Back to News
Market Impact: 0.22

Google stake in SpaceX could be worth $100 billion at IPO

GOOGL
Technology & InnovationPrivate Markets & VentureCompany FundamentalsM&A & RestructuringIPOs & SPACs
Google stake in SpaceX could be worth $100 billion at IPO

Google reportedly held a 6.11% stake in SpaceX at the end of 2025, a position worth about $122 billion at a $2 trillion valuation. Bloomberg says the stake may now be closer to 5% after SpaceX’s merger with xAI, implying roughly $100 billion of value at the same IPO valuation. The disclosure is notable for SpaceX valuation context, but it is informational rather than a near-term market catalyst.

Analysis

This is less about a single balance-sheet item and more about the signal it sends on AI capex and strategic optionality. A large, but passive, mark on a frontier asset implies Google is effectively buying exposure to the next private-market platform without taking integration risk; that supports the idea that mega-cap tech can recycle cash into long-dated venture convexity while still defending core margins. The second-order effect is that public-market investors may start assigning a higher “strategic venture” component to GOOGL, which can modestly de-rate the bearish narrative that its cash is stranded in low-return assets. For SpaceX, the key implication is not valuation optics but IPO timing and composition. A disclosed strategic holder at this size increases the odds that an eventual listing is framed as a liquidity event for existing holders rather than a pure primary raise, which can temper supply overhang if the company chooses a smaller free float. That said, any confirmation of a $2T+ anchor valuation will likely ripple into private comps for satellite, launch, defense-tech, and AI infrastructure names over the next 6-18 months. The contrarian read is that this is not obviously bullish for GOOGL stock despite the headline value. If the market starts viewing Google’s venture portfolio as a meaningful source of NAV, it may also demand greater transparency around unrealized marks and capital allocation discipline; that can become a governance overhang during periods of underperformance in the core ad/search franchise. The cleaner trade is that the market is likely underpricing how much a SpaceX IPO could re-rate adjacent private assets, even if the direct P&L impact on Google is negligible near-term.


## Problem description
Copy out exactly the lines from the one containing "Find the location of a" through the end of the records, and no pictures.

## Material for the task
=== Section Start ===
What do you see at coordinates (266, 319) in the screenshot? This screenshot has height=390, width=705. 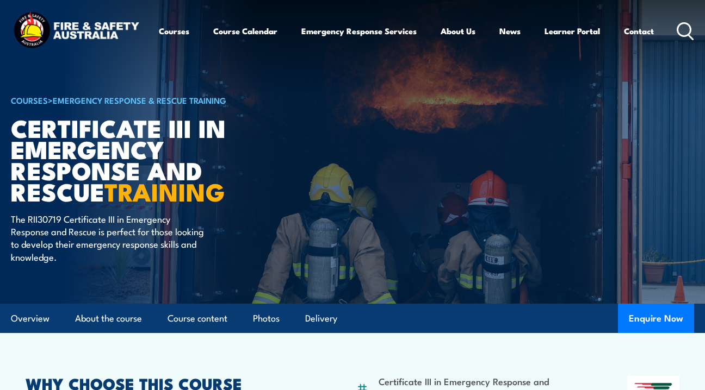 I see `a: Photos` at bounding box center [266, 319].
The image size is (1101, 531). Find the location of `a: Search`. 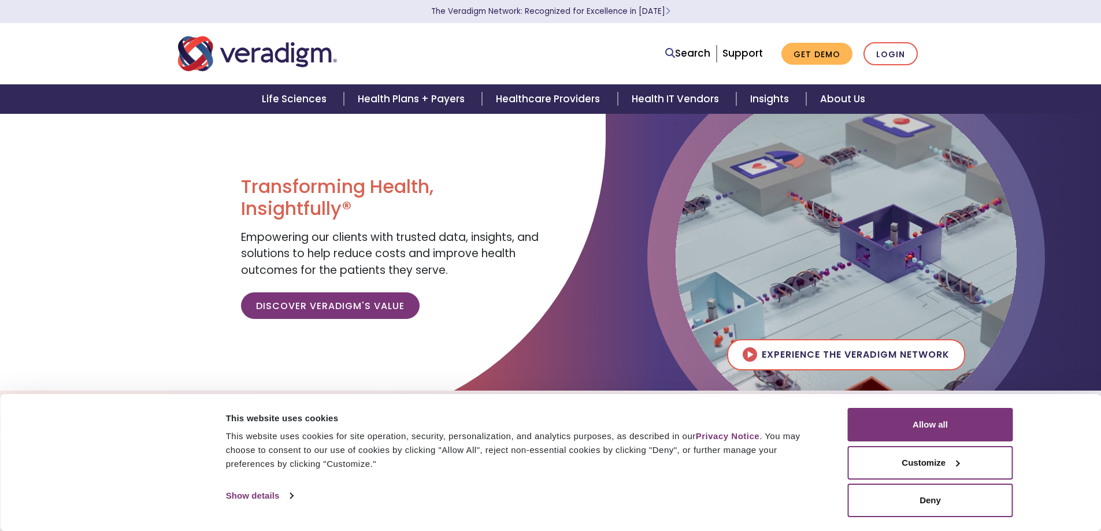

a: Search is located at coordinates (688, 53).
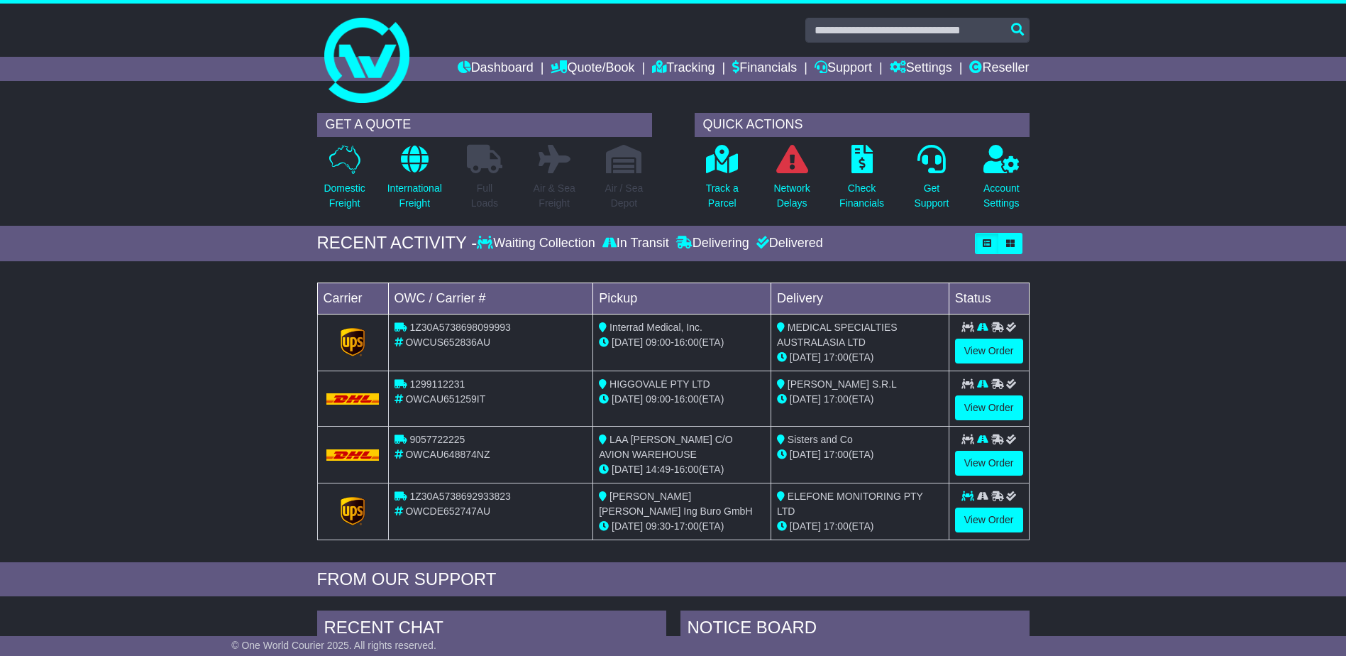  What do you see at coordinates (344, 196) in the screenshot?
I see `p: Domestic Freight` at bounding box center [344, 196].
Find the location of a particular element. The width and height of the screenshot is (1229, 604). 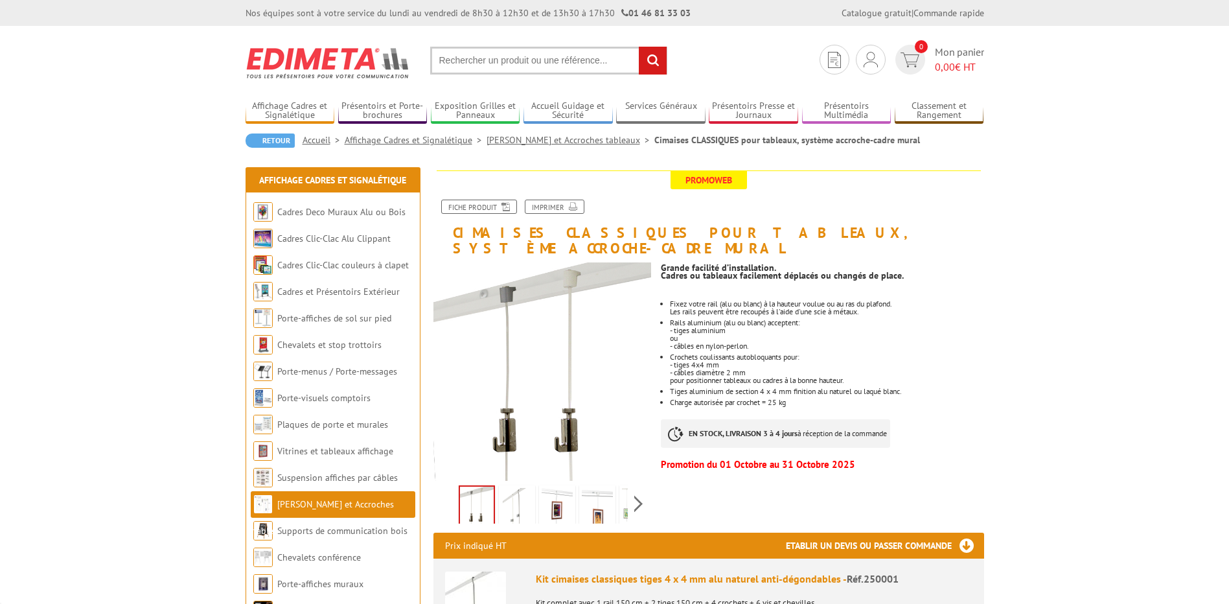

p: Rails aluminium (alu ou blanc) acceptent: is located at coordinates (827, 323).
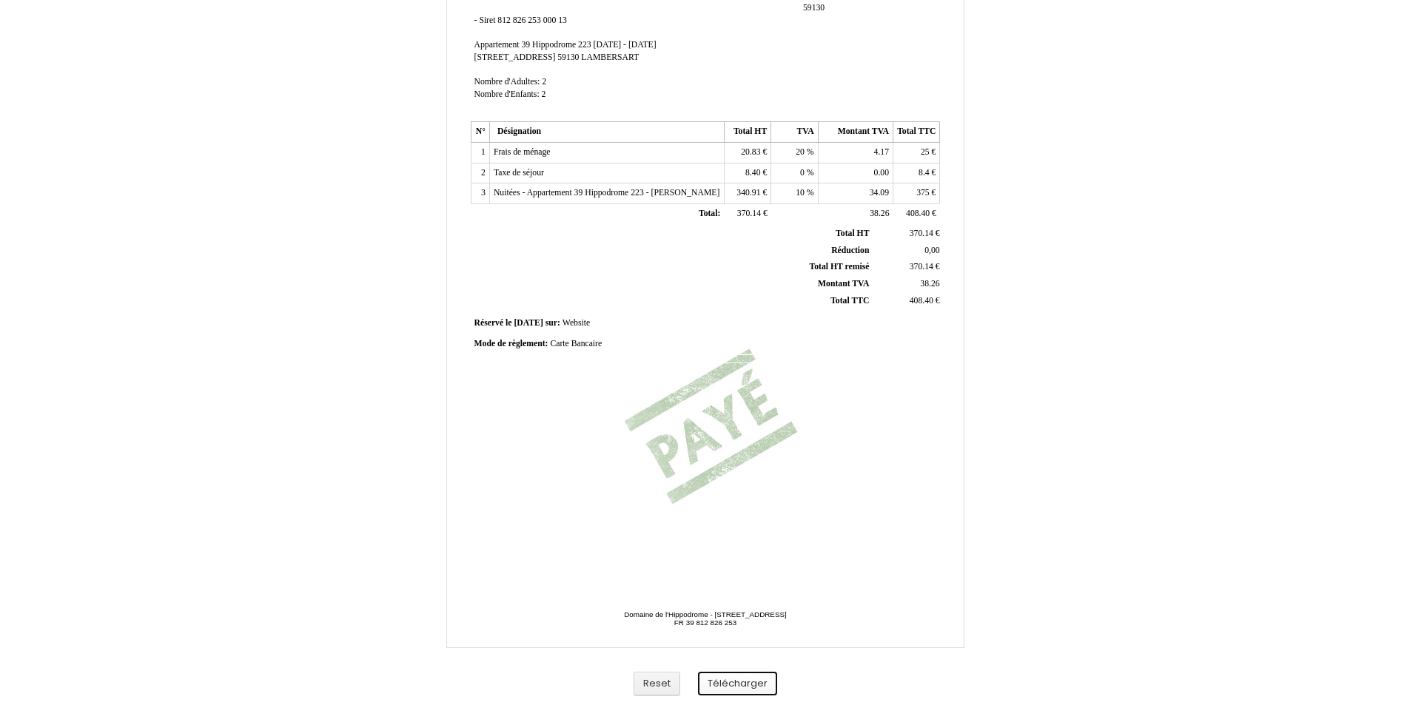 The image size is (1410, 705). What do you see at coordinates (522, 152) in the screenshot?
I see `span: Frais de ménage` at bounding box center [522, 152].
=== Section End ===
## Task output
Find the location of a particular element. The width and height of the screenshot is (1229, 604). 

p: Rails aluminium (alu ou blanc) acceptent: is located at coordinates (827, 323).
 The image size is (1410, 705). What do you see at coordinates (522, 152) in the screenshot?
I see `span: Frais de ménage` at bounding box center [522, 152].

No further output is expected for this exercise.